West Texas Intermediate crude oil futures for June delivery, the most active contract, dropped 43 percent to $11.58 per barrel. May futures, which crashed 305 percent to -$36.73 a barrel earlier this week, expired at $10.01 on Tuesday.
“This was an epic squeeze, but let’s not pretend this weakness is related strictly to the May contract,” wrote Stephen Schork, founder and editor of the daily subscription newsletter The Schork Report.
If the New York Mercantile Exchange, where oil futures contracts are traded, doesn’t hit storage capacity this month, “it certainly will hit capacity while the June contract is prompt,” he added. With storage at the max, the June contract can “crash into the single (if not negative) digits before it is all said and done.”
Monday's plunge in May-delivery prices was prompted partly by a selloff among traders speculating on oil prices who needed to dump their holdings before the contract's expiration required them to take delivery of the crude.
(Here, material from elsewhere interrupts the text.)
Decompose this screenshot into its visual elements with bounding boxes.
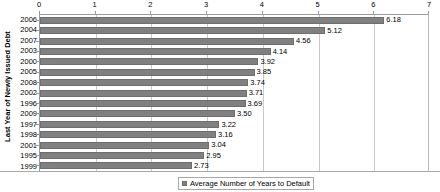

Each futures contract gives the holder 1,000 barrels of oil for delivery at Cushing, Oklahoma, a key U.S. oil hub.
Essentially, oil bulls “got caught with their paws in the cookie jar,” Schork wrote.
U.S. crude oil inventories have swelled toward the maximum that can be stored as “stay-at-home” orders issued to slow the spread of COVID-19 have sharply reduced demand at the same time as a price war between Russia and Saudi Arabia dragged down prices.
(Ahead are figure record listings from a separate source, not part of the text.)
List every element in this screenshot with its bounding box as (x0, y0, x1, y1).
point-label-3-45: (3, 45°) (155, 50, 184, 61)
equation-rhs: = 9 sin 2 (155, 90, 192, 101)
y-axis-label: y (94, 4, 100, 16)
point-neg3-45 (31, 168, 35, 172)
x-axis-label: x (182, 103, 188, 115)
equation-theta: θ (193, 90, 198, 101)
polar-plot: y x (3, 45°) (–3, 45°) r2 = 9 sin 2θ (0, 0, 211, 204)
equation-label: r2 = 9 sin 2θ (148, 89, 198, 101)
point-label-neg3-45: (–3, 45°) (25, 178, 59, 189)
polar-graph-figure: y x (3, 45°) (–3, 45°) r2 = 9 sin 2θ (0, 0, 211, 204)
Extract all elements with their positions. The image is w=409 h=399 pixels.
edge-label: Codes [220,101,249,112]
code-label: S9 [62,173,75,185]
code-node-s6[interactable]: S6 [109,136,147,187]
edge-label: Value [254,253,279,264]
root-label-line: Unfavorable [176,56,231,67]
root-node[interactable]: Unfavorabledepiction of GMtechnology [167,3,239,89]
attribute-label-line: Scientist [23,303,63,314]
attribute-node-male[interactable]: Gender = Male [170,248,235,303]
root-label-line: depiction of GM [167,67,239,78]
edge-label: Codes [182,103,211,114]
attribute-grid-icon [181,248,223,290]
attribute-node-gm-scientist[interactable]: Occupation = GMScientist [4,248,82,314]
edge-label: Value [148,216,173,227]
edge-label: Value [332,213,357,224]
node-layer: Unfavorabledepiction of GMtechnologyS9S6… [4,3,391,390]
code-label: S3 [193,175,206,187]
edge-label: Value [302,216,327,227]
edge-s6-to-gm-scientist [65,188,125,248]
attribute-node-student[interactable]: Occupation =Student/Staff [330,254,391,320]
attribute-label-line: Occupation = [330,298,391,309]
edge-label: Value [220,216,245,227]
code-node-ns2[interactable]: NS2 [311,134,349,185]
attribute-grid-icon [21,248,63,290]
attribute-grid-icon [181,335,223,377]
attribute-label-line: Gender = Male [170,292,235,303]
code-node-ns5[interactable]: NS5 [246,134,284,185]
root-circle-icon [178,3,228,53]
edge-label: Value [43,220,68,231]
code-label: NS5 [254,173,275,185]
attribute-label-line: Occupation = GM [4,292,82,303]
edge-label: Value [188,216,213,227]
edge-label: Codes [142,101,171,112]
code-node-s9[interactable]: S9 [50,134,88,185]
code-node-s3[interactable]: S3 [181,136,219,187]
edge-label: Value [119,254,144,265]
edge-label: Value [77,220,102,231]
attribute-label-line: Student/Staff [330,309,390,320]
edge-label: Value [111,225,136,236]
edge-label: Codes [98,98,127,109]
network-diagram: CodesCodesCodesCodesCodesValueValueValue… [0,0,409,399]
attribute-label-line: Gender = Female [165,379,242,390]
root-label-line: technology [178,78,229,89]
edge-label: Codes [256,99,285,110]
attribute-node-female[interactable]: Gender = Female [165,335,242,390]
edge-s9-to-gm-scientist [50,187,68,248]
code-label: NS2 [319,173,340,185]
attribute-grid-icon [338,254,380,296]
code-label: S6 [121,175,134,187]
Inventories at Cushing have surged by 48 percent since February to about 55 million barrels, closing in on the facility's 76 million-barrel limit.
A recent truce in the price war between Saudi Arabia and Russia may provide some relief.
The world’s largest oil producers, which include a slate of other nations, will cut production by 20 million barrels per day for the two months beginning May 1.
OPEC and its allies will reduce output by 9.7 million barrels while other major players such as the U.S. and Canada will cut their production mostly as a result of lower prices.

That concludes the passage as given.